EVERETT – They are secrets that have been kept for years -secrets that could catch a killer.
“There is always someone who knows something,” Snohomish County Sheriff Rick Bart said. “We just need to trip their memories. One little thing can solve a case.”
Jennifer Buchanan / The Herald
Bart is hoping that the department’s intensified focus on nearly 50 unsolved homicides will yield results and deliver long-awaited justice.
“I want us to solve at least one before I leave as sheriff,” the former homicide detective said. “I still have nightmares about some of the cases I couldn’t solve.”
Bart and others in his office have pushed for a cold-case unit for years. The unit was quietly launched a couple years ago but it wasn’t until February that the office was able to assign three full-time detectives to investigate unsolved homicides.
Detectives also have reached out for help from two civilian volunteers – an unusual move for police.
The team has been poring through stacks of reports, interviews, lists of evidence and other materials.
Detectives are searching for new leads or potential witnesses who need to be interviewed again on cases that date back to the early 1960s.
“Somebody has said something over time to someone,” cold-case detective Jim Scharf said. “Maybe at the time they were too close to the (suspect) or too scared. It’s important people get involved and speak up now. It could protect someone else.”
Scharf and detectives Dave Heitzman and Joe Ward are investigating homicides or probable homicides that happened at least a year ago and aren’t assigned to a detective.
Other detectives in the major crimes unit continue to investigate homicides, in which they have the most knowledge, Scharf said.
Volunteer Jill Rhynerd is helping establish a database of the murders. Chuck Wright has been reviewing cases, looking for ones that he believes can be solved in the next year.
“I think we’ve got five that are really solvable,” Wright said. “The information is in the file. The killer is in the file.”
Wright, a retired state Department of Corrections supervisor, worked closely with investigators as a part of the Green River Task Force and also was a member of the Sno-King Arson Response Team, the task force that captured serial arsonist Paul Keller.
“Chuck frees us up to do the leg work,” Scharf said.
Some of that includes reviewing cases for possible biological samples recovered at crime scenes.
Detectives have recovered DNA samples connected to eight cases and sent them to the state crime lab for analysis. So far, none has matched those available in law enforcement databases.
“We still have a lot of work to do. These aren’t cases that will be solved in the next week or next month,” Scharf said.
Scharf and Heitzman sit across from each other in a small office that their captain gave up for the team. A sign reading “We do God’s work” stands out from the rows of three-ring binders that hold the details of the lives and deaths of teenagers, transients and grandmothers.
The team must prioritize the cases based on the chances of finding the killer, Heitzman said.
“That can be hard on the victims’ families,” he said.
The hope for justice can fade but it never leaves entirely, said Jenny Wieland, executive director of Families and Friends of Missing Persons and Violent Crime Victims.
“In those cases, whether it’s five or 30 years, it really always is on their minds,” she said.
Detectives don’t forget either.
“Every unsolved case I had, a day doesn’t go by that I don’t think about the victim and their families,” said sheriff’s Sgt. Shawn Stich, cold case supervisor.
Reporter Diana Hefley: 425-339-3463 or hefley@heraldnet.com.
Can you help?
Snohomish County sheriff’s detectives are investigating nearly 50 unsolved homicides dating back to the 1960s. Anyone with information is asked to call the sheriff’s tip line at 425-388-3845.
Can you help?
Snohomish County sheriff’s detectives are investigating nearly 50 unsolved homicides dating back to the 1960s. Anyone with information is asked to call the sheriff’s tip line at 425-388-3845.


Exercise requirements »
Lines in the following data that contain the string "description" are to be counted. Report only their number.

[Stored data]
*** Block opens ***

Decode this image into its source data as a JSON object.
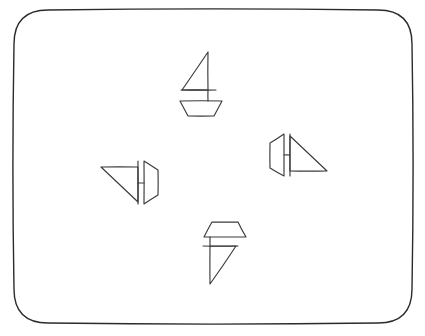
{
  "page": {
    "background_color": "#ffffff",
    "width": 425,
    "height": 336
  },
  "frame": {
    "name": "rounded-rectangle-border",
    "stroke_color": "#2b2b2b",
    "stroke_width": 1.4,
    "corner_radius": 34,
    "x": 14,
    "y": 10,
    "width": 398,
    "height": 313
  },
  "style": {
    "shape_stroke_color": "#3a3a3a",
    "shape_stroke_width": 1.15,
    "fill": "none"
  },
  "shapes": [
    {
      "id": "sailboat-top",
      "label": "Sailboat pointing up",
      "orientation_degrees": 0,
      "parts": [
        {
          "part": "sail-triangle",
          "type": "polygon",
          "points": "208,52 208,90 182,90"
        },
        {
          "part": "mast-line",
          "type": "line",
          "points": "181,90 216,90"
        },
        {
          "part": "hull-trapezoid",
          "type": "polygon",
          "points": "180,101 222,101 214,116 188,116"
        },
        {
          "part": "mast-vertical",
          "type": "line",
          "points": "208,90 208,101"
        }
      ]
    },
    {
      "id": "sailboat-left",
      "label": "Sailboat pointing left",
      "orientation_degrees": 90,
      "parts": [
        {
          "part": "sail-triangle",
          "type": "polygon",
          "points": "101,167 138,167 138,202"
        },
        {
          "part": "mast-line",
          "type": "line",
          "points": "138,161 138,204"
        },
        {
          "part": "hull-trapezoid",
          "type": "polygon",
          "points": "144,161 158,170 158,195 144,204"
        },
        {
          "part": "mast-vertical",
          "type": "line",
          "points": "138,183 144,183"
        }
      ]
    },
    {
      "id": "sailboat-right",
      "label": "Sailboat pointing right",
      "orientation_degrees": -90,
      "parts": [
        {
          "part": "sail-triangle",
          "type": "polygon",
          "points": "290,136 290,171 327,171"
        },
        {
          "part": "mast-line",
          "type": "line",
          "points": "290,134 290,176"
        },
        {
          "part": "hull-trapezoid",
          "type": "polygon",
          "points": "284,134 270,143 270,168 284,176"
        },
        {
          "part": "mast-vertical",
          "type": "line",
          "points": "284,155 290,155"
        }
      ]
    },
    {
      "id": "sailboat-bottom",
      "label": "Sailboat pointing down",
      "orientation_degrees": 180,
      "parts": [
        {
          "part": "sail-triangle",
          "type": "polygon",
          "points": "210,246 210,284 236,246"
        },
        {
          "part": "mast-line",
          "type": "line",
          "points": "203,246 238,246"
        },
        {
          "part": "hull-trapezoid",
          "type": "polygon",
          "points": "212,222 238,222 246,237 204,237"
        },
        {
          "part": "mast-vertical",
          "type": "line",
          "points": "210,237 210,246"
        }
      ]
    }
  ]
}
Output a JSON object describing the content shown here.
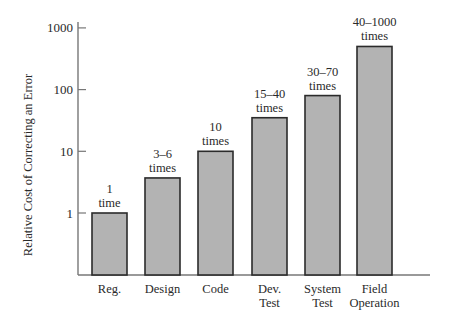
{
  "chart_data": {
    "type": "bar",
    "title": "",
    "xlabel": "",
    "ylabel": "Relative Cost of Correcting an Error",
    "yscale": "log",
    "ylim": [
      0.2,
      1000
    ],
    "yticks": [
      1,
      10,
      100,
      1000
    ],
    "ytick_labels": [
      "1",
      "10",
      "100",
      "1000"
    ],
    "grid": false,
    "legend": null,
    "categories": [
      "Reg.",
      "Design",
      "Code",
      "Dev. Test",
      "System Test",
      "Field Operation"
    ],
    "category_lines": [
      [
        "Reg."
      ],
      [
        "Design"
      ],
      [
        "Code"
      ],
      [
        "Dev.",
        "Test"
      ],
      [
        "System",
        "Test"
      ],
      [
        "Field",
        "Operation"
      ]
    ],
    "values": [
      1,
      3.7,
      10,
      35,
      80,
      500
    ],
    "annotations": [
      [
        "1",
        "time"
      ],
      [
        "3–6",
        "times"
      ],
      [
        "10",
        "times"
      ],
      [
        "15–40",
        "times"
      ],
      [
        "30–70",
        "times"
      ],
      [
        "40–1000",
        "times"
      ]
    ],
    "bar_color": "#b3b3b3",
    "bar_edge_color": "#2b2b2b"
  }
}
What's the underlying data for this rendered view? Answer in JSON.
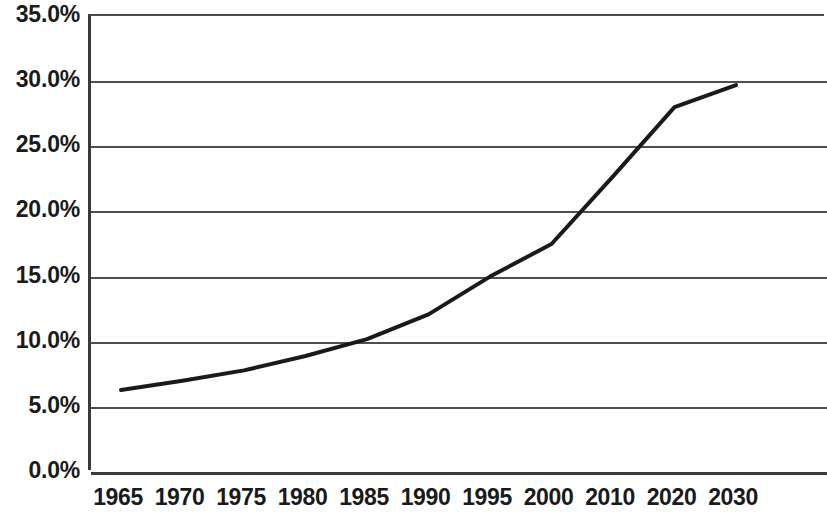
{
  "chart_data": {
    "type": "line",
    "title": "",
    "subtitle": "",
    "xlabel": "",
    "ylabel": "",
    "categories": [
      "1965",
      "1970",
      "1975",
      "1980",
      "1985",
      "1990",
      "1995",
      "2000",
      "2010",
      "2020",
      "2030"
    ],
    "series": [
      {
        "name": "",
        "values": [
          6.3,
          7.0,
          7.8,
          8.9,
          10.2,
          12.1,
          15.0,
          17.5,
          22.7,
          28.0,
          29.7
        ]
      }
    ],
    "ylim": [
      0.0,
      35.0
    ],
    "y_tick_values": [
      0.0,
      5.0,
      10.0,
      15.0,
      20.0,
      25.0,
      30.0,
      35.0
    ],
    "y_tick_labels": [
      "0.0%",
      "5.0%",
      "10.0%",
      "15.0%",
      "20.0%",
      "25.0%",
      "30.0%",
      "35.0%"
    ],
    "grid": true,
    "grid_axis": "y",
    "legend": false,
    "legend_position": "none",
    "line_color": "#1a1a1a",
    "line_width": 4,
    "markers": false,
    "plot_background": "#ffffff",
    "gridline_color": "#4f4f4f",
    "axis_color": "#3a3a3a",
    "text_color": "#1a1a1a",
    "annotations": []
  }
}
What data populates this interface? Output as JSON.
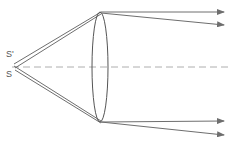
{
  "diagram": {
    "type": "optics-lens-ray-diagram",
    "labels": {
      "source_upper": "S'",
      "source_lower": "S"
    },
    "colors": {
      "ray": "#6e6e6e",
      "lens": "#555555",
      "axis": "#9a9a9a",
      "text": "#555555"
    },
    "elements": [
      "point-source S",
      "point-source S'",
      "convex-lens",
      "optical-axis (dashed)",
      "4 refracted rays with arrows"
    ]
  }
}
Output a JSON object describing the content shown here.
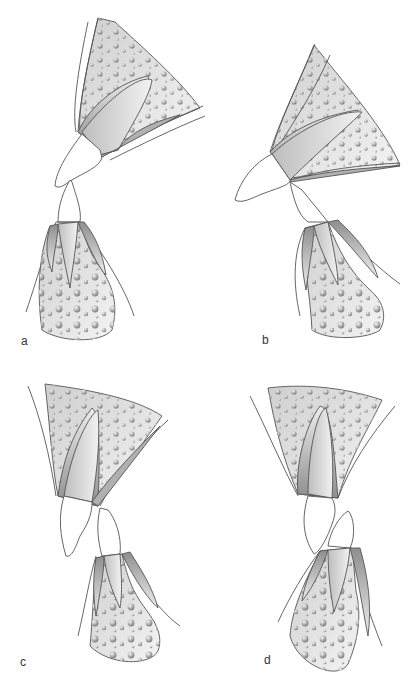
{
  "figure": {
    "panels": [
      {
        "id": "a",
        "label": "a",
        "description": "Proclined upper incisor; lower incisor upright, edge-to-edge contact near incisal tips"
      },
      {
        "id": "b",
        "label": "b",
        "description": "Strongly proclined upper incisor with increased overjet; lower incisor inclined"
      },
      {
        "id": "c",
        "label": "c",
        "description": "Upright upper incisor; lower incisor positioned behind and below"
      },
      {
        "id": "d",
        "label": "d",
        "description": "Upright upper incisor; proclined lower incisor crown tipping forward"
      }
    ]
  },
  "colors": {
    "outline": "#555555",
    "bone_light": "#f2f2f2",
    "bone_dark": "#9a9a9a",
    "cortex_dark": "#8c8c8c",
    "crown": "#ffffff",
    "label": "#333333"
  }
}
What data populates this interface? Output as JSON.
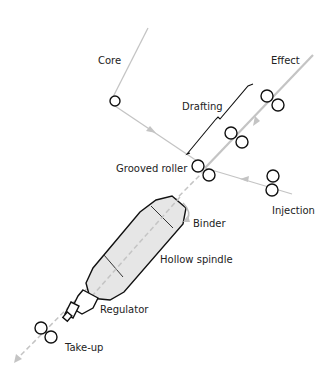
{
  "diagram": {
    "labels": {
      "core": "Core",
      "effect": "Effect",
      "drafting": "Drafting",
      "grooved_roller": "Grooved roller",
      "injection": "Injection",
      "binder": "Binder",
      "hollow_spindle": "Hollow spindle",
      "regulator": "Regulator",
      "take_up": "Take-up"
    },
    "colors": {
      "yarn_path": "#c4c4c4",
      "outline": "#111111",
      "spindle_fill": "#e6e6e6"
    }
  }
}
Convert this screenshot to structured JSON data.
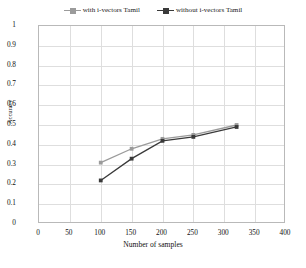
{
  "chart_data": {
    "type": "line",
    "title": "",
    "xlabel": "Number of samples",
    "ylabel": "Accuracy",
    "xlim": [
      0,
      400
    ],
    "ylim": [
      0,
      1
    ],
    "xticks": [
      "0",
      "50",
      "100",
      "150",
      "200",
      "250",
      "300",
      "350",
      "400"
    ],
    "xtick_values": [
      0,
      50,
      100,
      150,
      200,
      250,
      300,
      350,
      400
    ],
    "yticks": [
      "0",
      "0.1",
      "0.2",
      "0.3",
      "0.4",
      "0.5",
      "0.6",
      "0.7",
      "0.8",
      "0.9",
      "1"
    ],
    "ytick_values": [
      0,
      0.1,
      0.2,
      0.3,
      0.4,
      0.5,
      0.6,
      0.7,
      0.8,
      0.9,
      1
    ],
    "grid": true,
    "legend_position": "top",
    "x": [
      100,
      150,
      200,
      250,
      320
    ],
    "series": [
      {
        "name": "with i-vectors Tamil",
        "color": "#9b9b9b",
        "marker": "square",
        "x": [
          100,
          150,
          200,
          250,
          320
        ],
        "values": [
          0.31,
          0.38,
          0.43,
          0.45,
          0.5
        ]
      },
      {
        "name": "without i-vectors Tamil",
        "color": "#3a3a3a",
        "marker": "square",
        "x": [
          100,
          150,
          200,
          250,
          320
        ],
        "values": [
          0.22,
          0.33,
          0.42,
          0.44,
          0.49
        ]
      }
    ]
  },
  "legend": {
    "items": [
      {
        "label": "with i-vectors Tamil",
        "color": "#9b9b9b"
      },
      {
        "label": "without i-vectors Tamil",
        "color": "#3a3a3a"
      }
    ]
  },
  "axes": {
    "x_title": "Number of samples",
    "y_title": "Accuracy"
  },
  "colors": {
    "series_1": "#9b9b9b",
    "series_2": "#3a3a3a",
    "grid": "#dedede",
    "frame": "#b9b9b9",
    "background": "#ffffff"
  }
}
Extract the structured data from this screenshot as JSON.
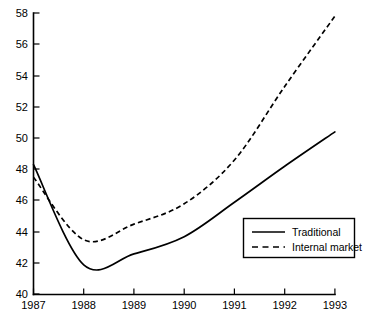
{
  "chart_data": {
    "type": "line",
    "title": "",
    "subtitle": "",
    "xlabel": "",
    "ylabel": "",
    "x": [
      1987,
      1988,
      1989,
      1990,
      1991,
      1992,
      1993
    ],
    "xtick_labels": [
      "1987",
      "1988",
      "1989",
      "1990",
      "1991",
      "1992",
      "1993"
    ],
    "ytick_labels": [
      "40",
      "42",
      "44",
      "46",
      "48",
      "50",
      "52",
      "54",
      "56",
      "58"
    ],
    "ytick_values": [
      40,
      42,
      44,
      46,
      48,
      50,
      52,
      54,
      56,
      58
    ],
    "xlim": [
      1987,
      1993
    ],
    "ylim": [
      40,
      58
    ],
    "grid": false,
    "legend_position": "bottom-right",
    "series": [
      {
        "name": "Traditional",
        "style": "solid",
        "color": "#000000",
        "values": [
          48.3,
          41.9,
          42.6,
          43.7,
          45.9,
          48.2,
          50.4
        ]
      },
      {
        "name": "Internal market",
        "style": "dashed",
        "color": "#000000",
        "values": [
          47.5,
          43.5,
          44.5,
          45.8,
          48.6,
          53.3,
          57.8
        ]
      }
    ],
    "annotations": []
  },
  "legend": {
    "entries": [
      {
        "label": "Traditional",
        "style": "solid"
      },
      {
        "label": "Internal market",
        "style": "dashed"
      }
    ]
  },
  "axes": {
    "x_tick_labels": [
      "1987",
      "1988",
      "1989",
      "1990",
      "1991",
      "1992",
      "1993"
    ],
    "y_tick_labels": [
      "58",
      "56",
      "54",
      "52",
      "50",
      "48",
      "46",
      "44",
      "42",
      "40"
    ]
  },
  "colors": {
    "ink": "#000000",
    "background": "#ffffff"
  }
}
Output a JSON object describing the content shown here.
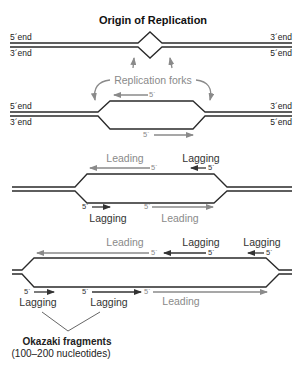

*** Block closes ***

Result of the task »
4